Credentials required to operate your AWS Secret Manager:

  • AWS_ACCESS_KEY_ID
  • AWS_SECRET_ACCESS_KEY
  • AWS_SESSION_TOKEN (optional)
kubectl create secret generic aws-credentials \
  --from-literal=aws-access-key-id=<aws-access-key-id-value> \
  --from-literal=aws-secret-access-key=<aws-secret-access-key-value> \
  --from-literal=aws-session-token=<aws-session-token-value>  # optional \
  --namespace=<namespace>

To use with a dedicated IAM role to restrict access: Associate the IAM role with the K8S service account (e.g., using IRSA for EKS).

Azure

Credentials required to operate your Azure Key Vault:

  • AZURE_CLIENT_ID
  • AZURE_CLIENT_SECRET
  • AZURE_TENANT_ID (optional)
kubectl create secret generic azure-credentials \
  --from-literal=azure-client-id=<azure-client-id-value> \
  --from-literal=azure-client-secret=<azure-client-secret-value> \
  --from-literal=azure-tenant-id=<azure-tenant-id-value>  # optional \
  --namespace=<namespace>

To use with a dedicated Azure Key Vault role to restrict access: Associate the Azure Managed Identity with the K8S service account (e.g., using AAD Pod Identity for AKS).

GCP

  • GOOGLE_APPLICATION_CREDENTIALS_JSON
  • GOOGLE_CLOUD_PROJECT
  • GOOGLE_CLOUD_REGION (optional)
  • GOOGLE_API_KEY (optional)
kubectl create secret generic gcloud-credentials \
  --from-file=google-application-credentials-json=<google-application-credentials-json-file-directory> \
  --from-literal=google-cloud-project=<google-cloud-project-value> \
  # optional
  --from-literal=google-cloud-region=<google-cloud-region-value> \
  --from-literal=google-api-key=<google-api-key-value> \
  --namespace=<namespace>

To use with a dedicated GCP role to restrict access: Associate the GCP IAM role with the K8S service account (e.g., using Workload Identity for GKE).

Vault

Credentials required to operate Vault, preferably generated with a dedicated AppRole:

  • VAULT_ADDR
  • VAULT_TOKEN
kubectl create secret generic vault-approle-credentials \
  --from-literal=vault-addr=<vault-addr-value> \
  --from-literal=vault-token=<vault-token-value> \
  --namespace=<namespace>

The best practice is to use Vault Agent with Auto-Auth or Kubernetes Auth to dynamically authenticate and securely retrieve tokens, avoiding static token storage.

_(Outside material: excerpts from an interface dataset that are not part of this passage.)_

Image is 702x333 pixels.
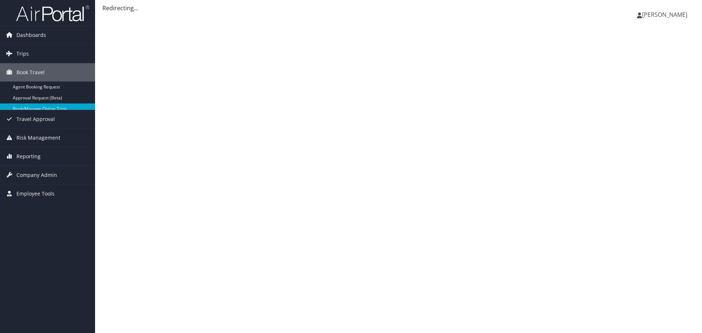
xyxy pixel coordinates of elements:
span: Dashboards [16,26,46,44]
span: Reporting [16,147,41,166]
span: Risk Management [16,129,60,147]
a: [PERSON_NAME] [637,4,695,26]
span: Book Travel [16,63,45,82]
span: [PERSON_NAME] [642,11,687,19]
div: Redirecting... [102,4,695,12]
span: Employee Tools [16,185,54,203]
img: airportal-logo.png [16,5,89,22]
span: Travel Approval [16,110,55,128]
span: Company Admin [16,166,57,184]
span: Trips [16,45,29,63]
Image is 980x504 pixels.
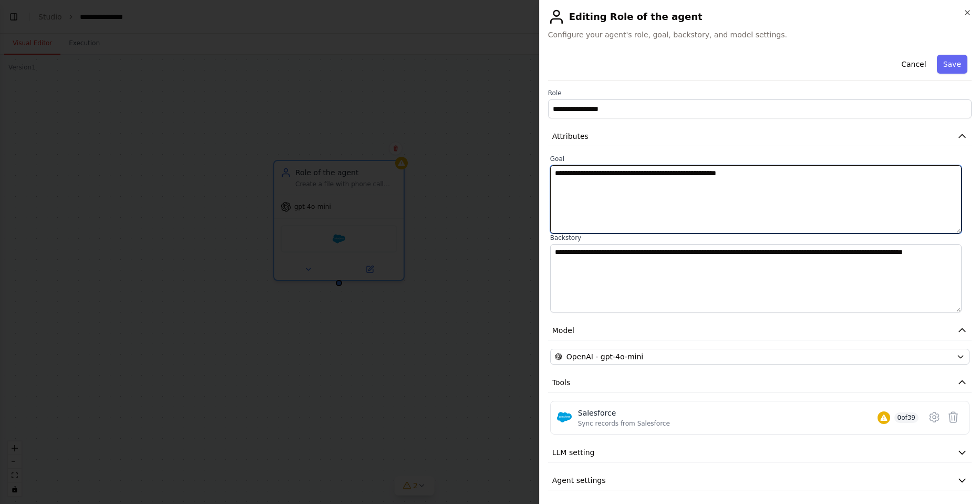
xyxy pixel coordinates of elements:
button: OpenAI - gpt-4o-mini [550,348,969,365]
button: Cancel [895,55,933,74]
h2: Editing Role of the agent [548,9,972,25]
div: Sync records from Salesforce [578,419,670,427]
span: Agent settings [552,475,606,486]
span: Attributes [552,131,589,141]
span: LLM setting [552,447,595,458]
button: Tools [548,373,972,392]
button: Delete tool [944,408,963,426]
label: Role [548,88,972,97]
span: 0 of 39 [894,413,919,422]
span: Model [552,325,574,336]
span: Tools [552,377,571,388]
label: Goal [550,155,969,163]
button: Model [548,320,972,340]
label: Backstory [550,234,969,241]
button: Save [938,55,967,74]
img: Salesforce [557,410,572,424]
button: Configure tool [925,408,944,426]
button: Attributes [548,127,972,146]
span: Configure your agent's role, goal, backstory, and model settings. [548,30,972,40]
button: Agent settings [548,470,972,490]
button: LLM setting [548,442,972,462]
div: Salesforce [578,408,670,418]
span: OpenAI - gpt-4o-mini [566,351,643,362]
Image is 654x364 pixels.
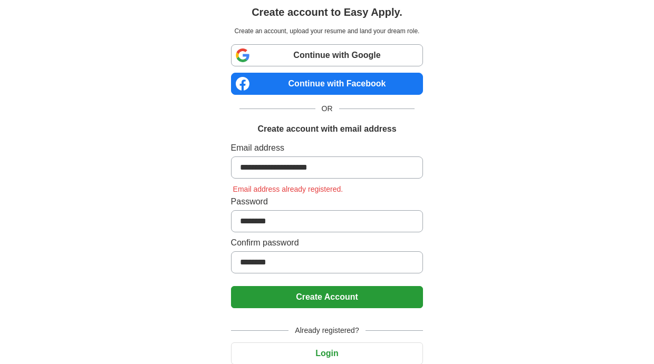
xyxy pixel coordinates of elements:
span: OR [315,103,339,114]
button: Create Account [231,286,424,309]
a: Continue with Google [231,44,424,66]
label: Email address [231,142,424,155]
span: Email address already registered. [231,185,345,194]
label: Password [231,196,424,208]
label: Confirm password [231,237,424,249]
h1: Create account to Easy Apply. [252,4,402,20]
p: Create an account, upload your resume and land your dream role. [233,26,421,36]
a: Continue with Facebook [231,73,424,95]
a: Login [231,349,424,358]
h1: Create account with email address [257,123,396,136]
span: Already registered? [289,325,365,337]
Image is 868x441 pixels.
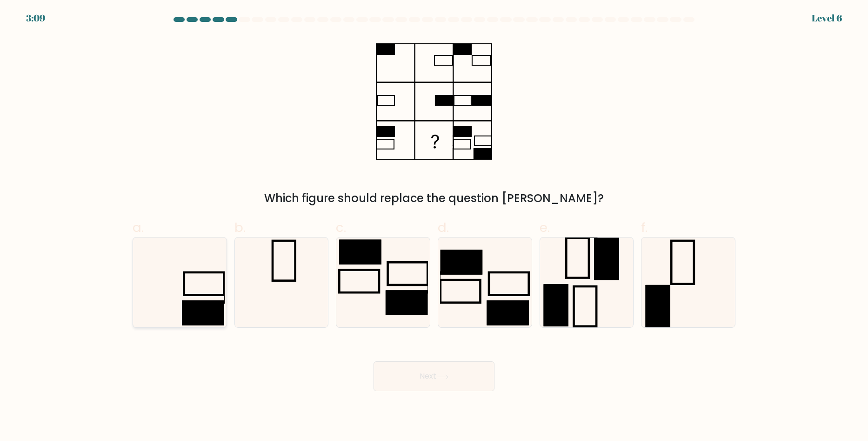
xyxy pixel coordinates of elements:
button: Next [374,361,495,391]
span: d. [438,218,449,237]
div: 3:09 [26,11,45,25]
div: Level 6 [812,11,842,25]
div: Which figure should replace the question [PERSON_NAME]? [138,190,730,207]
span: b. [234,218,246,237]
span: c. [336,218,346,237]
span: f. [641,218,648,237]
span: e. [540,218,550,237]
span: a. [132,218,144,237]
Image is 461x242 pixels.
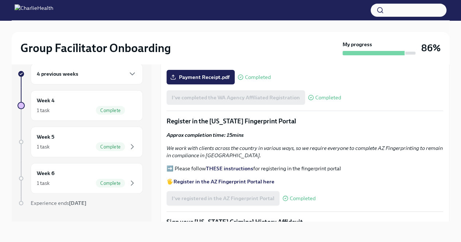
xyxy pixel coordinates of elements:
[20,41,171,55] h2: Group Facilitator Onboarding
[96,181,125,186] span: Complete
[167,145,443,159] em: We work with clients across the country in various ways, so we require everyone to complete AZ Fi...
[37,180,50,187] div: 1 task
[167,117,443,126] p: Register in the [US_STATE] Fingerprint Portal
[15,4,53,16] img: CharlieHealth
[31,63,143,85] div: 4 previous weeks
[17,127,143,157] a: Week 51 taskComplete
[172,74,230,81] span: Payment Receipt.pdf
[421,42,441,55] h3: 86%
[17,90,143,121] a: Week 41 taskComplete
[37,107,50,114] div: 1 task
[96,108,125,113] span: Complete
[167,218,443,227] p: Sign your [US_STATE] Criminal History Affidavit
[37,143,50,150] div: 1 task
[245,75,271,80] span: Completed
[167,178,443,185] p: 🖐️
[17,163,143,194] a: Week 61 taskComplete
[167,132,244,138] strong: Approx completion time: 15mins
[37,70,78,78] h6: 4 previous weeks
[206,165,253,172] a: THESE instructions
[290,196,316,201] span: Completed
[37,97,55,105] h6: Week 4
[342,41,372,48] strong: My progress
[37,133,54,141] h6: Week 5
[69,200,86,207] strong: [DATE]
[37,169,55,177] h6: Week 6
[315,95,341,101] span: Completed
[31,200,86,207] span: Experience ends
[167,70,235,85] label: Payment Receipt.pdf
[173,179,274,185] a: Register in the AZ Fingerprint Portal here
[167,165,443,172] p: ➡️ Please follow for registering in the fingerprint portal
[96,144,125,150] span: Complete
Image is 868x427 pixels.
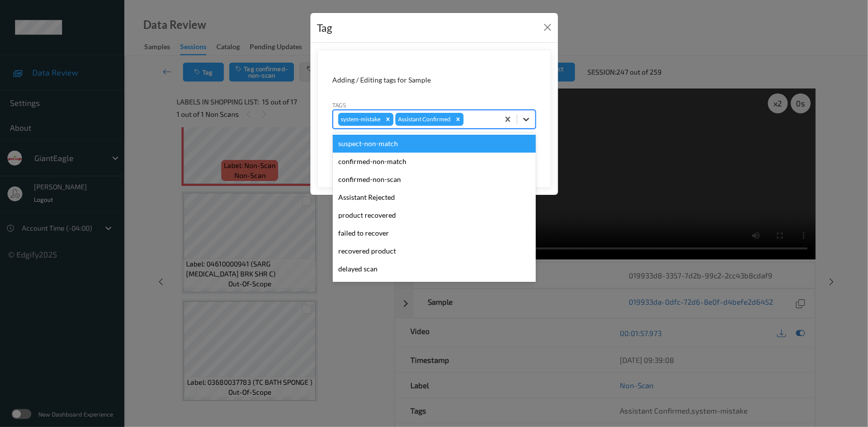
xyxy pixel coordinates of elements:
div: system-mistake [338,113,383,126]
div: delayed scan [333,260,536,278]
div: product recovered [333,206,536,224]
div: Remove Assistant Confirmed [453,113,464,126]
div: Tag [317,20,333,36]
div: Remove system-mistake [383,113,394,126]
div: failed to recover [333,224,536,242]
button: Close [540,21,555,34]
label: Tags [333,100,347,109]
div: suspect-non-match [333,135,536,152]
div: Adding / Editing tags for Sample [333,75,536,85]
div: Assistant Rejected [333,188,536,206]
div: confirmed-non-match [333,152,536,170]
div: confirmed-non-scan [333,170,536,188]
div: recovered product [333,242,536,260]
div: Unusual activity [333,278,536,296]
div: Assistant Confirmed [396,113,453,126]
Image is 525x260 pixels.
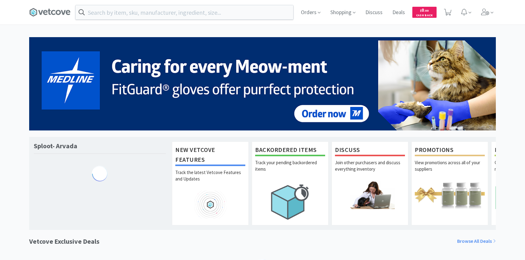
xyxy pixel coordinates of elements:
[255,145,325,156] h1: Backordered Items
[175,169,246,191] p: Track the latest Vetcove Features and Updates
[172,142,249,225] a: New Vetcove FeaturesTrack the latest Vetcove Features and Updates
[252,142,329,225] a: Backordered ItemsTrack your pending backordered items
[424,9,429,13] span: . 00
[34,142,77,151] h1: Sploot- Arvada
[335,145,405,156] h1: Discuss
[335,159,405,181] p: Join other purchasers and discuss everything inventory
[363,10,385,15] a: Discuss
[458,238,496,246] a: Browse All Deals
[415,159,485,181] p: View promotions across all of your suppliers
[76,5,293,19] input: Search by item, sku, manufacturer, ingredient, size...
[175,145,246,166] h1: New Vetcove Features
[255,159,325,181] p: Track your pending backordered items
[29,236,100,247] h1: Vetcove Exclusive Deals
[415,145,485,156] h1: Promotions
[415,181,485,209] img: hero_promotions.png
[175,191,246,219] img: hero_feature_roadmap.png
[413,4,437,21] a: $0.00Cash Back
[255,181,325,223] img: hero_backorders.png
[390,10,408,15] a: Deals
[29,37,496,131] img: 5b85490d2c9a43ef9873369d65f5cc4c_481.png
[416,14,433,18] span: Cash Back
[420,7,429,13] span: 0
[335,181,405,209] img: hero_discuss.png
[412,142,489,225] a: PromotionsView promotions across all of your suppliers
[420,9,422,13] span: $
[332,142,409,225] a: DiscussJoin other purchasers and discuss everything inventory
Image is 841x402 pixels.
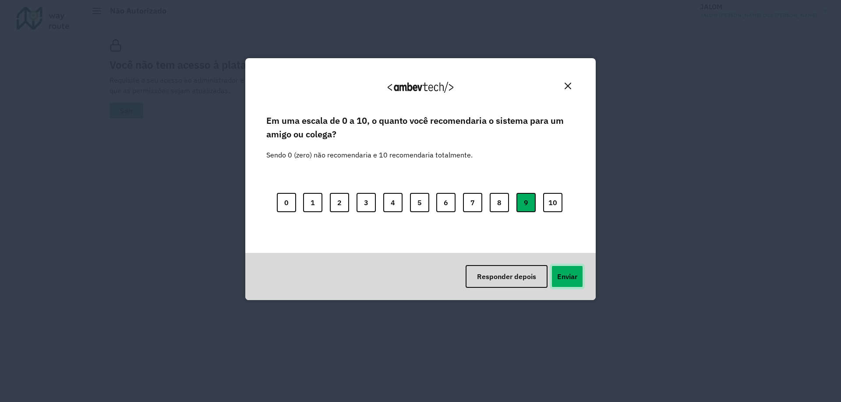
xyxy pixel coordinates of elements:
[277,193,296,212] button: 0
[383,193,402,212] button: 4
[303,193,322,212] button: 1
[561,79,574,93] button: Close
[543,193,562,212] button: 10
[436,193,455,212] button: 6
[465,265,547,288] button: Responder depois
[489,193,509,212] button: 8
[463,193,482,212] button: 7
[266,114,574,141] label: Em uma escala de 0 a 10, o quanto você recomendaria o sistema para um amigo ou colega?
[356,193,376,212] button: 3
[387,82,453,93] img: Logo Ambevtech
[266,139,472,160] label: Sendo 0 (zero) não recomendaria e 10 recomendaria totalmente.
[516,193,535,212] button: 9
[564,83,571,89] img: Close
[330,193,349,212] button: 2
[551,265,583,288] button: Enviar
[410,193,429,212] button: 5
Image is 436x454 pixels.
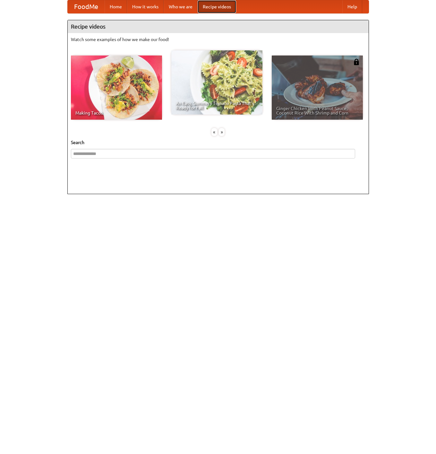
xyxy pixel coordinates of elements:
a: Recipe videos [197,0,236,13]
a: An Easy, Summery Tomato Pasta That's Ready for Fall [171,50,262,114]
a: Home [105,0,127,13]
span: An Easy, Summery Tomato Pasta That's Ready for Fall [176,101,258,110]
img: 483408.png [353,59,359,65]
div: » [219,128,224,136]
div: « [211,128,217,136]
p: Watch some examples of how we make our food! [71,36,365,43]
a: FoodMe [68,0,105,13]
a: Who we are [163,0,197,13]
a: Help [342,0,362,13]
a: Making Tacos [71,55,162,120]
a: How it works [127,0,163,13]
span: Making Tacos [75,111,157,115]
h4: Recipe videos [68,20,368,33]
h5: Search [71,139,365,146]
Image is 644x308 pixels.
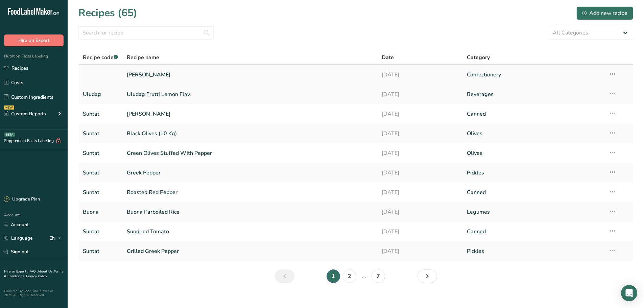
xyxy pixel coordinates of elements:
div: BETA [5,132,15,136]
a: Confectionery [467,68,600,82]
a: Legumes [467,205,600,219]
input: Search for recipe [79,26,214,39]
a: Sundried Tomato [127,224,374,239]
div: NEW [4,106,14,110]
a: Pickles [467,244,600,258]
a: Suntat [82,166,118,180]
a: [DATE] [382,126,459,140]
h1: Recipes (65) [79,5,137,21]
a: Canned [467,185,600,200]
span: Category [467,53,490,61]
button: Add new recipe [576,7,633,20]
div: Open Intercom Messenger [621,285,637,301]
a: Hire an Expert . [4,269,28,274]
a: Privacy Policy [26,274,47,279]
a: [DATE] [382,224,459,239]
span: Recipe code [82,54,118,61]
a: Language [4,232,33,244]
a: FAQ . [29,269,37,274]
a: Canned [467,224,600,239]
a: Suntat [82,107,118,121]
a: Roasted Red Pepper [127,185,374,200]
a: Suntat [82,185,118,200]
span: Recipe name [127,53,159,61]
a: Pickles [467,166,600,180]
a: Page 2. [343,269,357,283]
span: Date [382,53,394,61]
a: Previous page [275,269,295,283]
div: Add new recipe [582,9,627,17]
a: [DATE] [382,107,459,121]
a: [DATE] [382,205,459,219]
a: Beverages [467,87,600,101]
div: Powered By FoodLabelMaker © 2025 All Rights Reserved [4,289,64,297]
a: Olives [467,146,600,160]
a: Suntat [82,244,118,258]
a: Terms & Conditions . [4,269,63,279]
button: Hire an Expert [4,35,64,47]
a: Canned [467,107,600,121]
a: [DATE] [382,185,459,200]
a: [DATE] [382,68,459,82]
a: [DATE] [382,87,459,101]
a: Uludag Frutti Lemon Flav, [127,87,374,101]
div: Upgrade Plan [4,196,40,203]
a: Uludag [82,87,118,101]
a: Green Olives Stuffed With Pepper [127,146,374,160]
a: [DATE] [382,244,459,258]
div: EN [49,234,64,242]
a: Suntat [82,146,118,160]
a: [DATE] [382,166,459,180]
a: Next page [418,269,437,283]
a: Buona Parboiled Rice [127,205,374,219]
a: About Us . [37,269,54,274]
a: Black Olives (10 Kg) [127,126,374,140]
a: Suntat [82,126,118,140]
a: Suntat [82,224,118,239]
a: Grilled Greek Pepper [127,244,374,258]
a: [DATE] [382,146,459,160]
div: Custom Reports [4,110,46,117]
a: [PERSON_NAME] [127,68,374,82]
a: Buona [82,205,118,219]
a: Page 7. [371,269,385,283]
a: [PERSON_NAME] [127,107,374,121]
a: Olives [467,126,600,140]
a: Greek Pepper [127,166,374,180]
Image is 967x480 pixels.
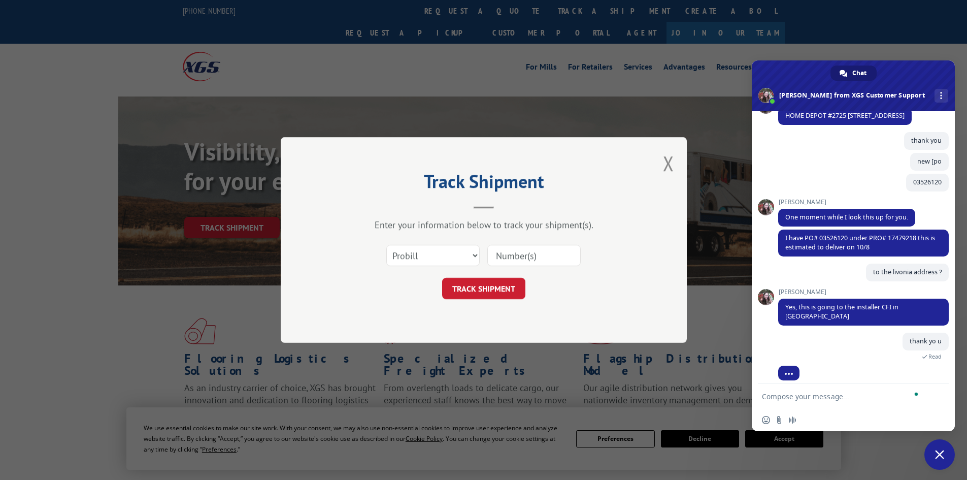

This is currently unsupported – contributions are welcome.

Step 2 - Helm deploy

  1. Edit values.yaml.
    • You can configure ingress via the externalIngress tree.
  2. Run helm upgrade
helm upgrade -i prevent ./ -n prevent

Step 3 - Create ingress

Depending on platform you're deploying on and the ingress-controller you have configured - the ingress yaml configuration will vary.

Follow the Kubernetes Ingress docs and supported Ingress Controllers.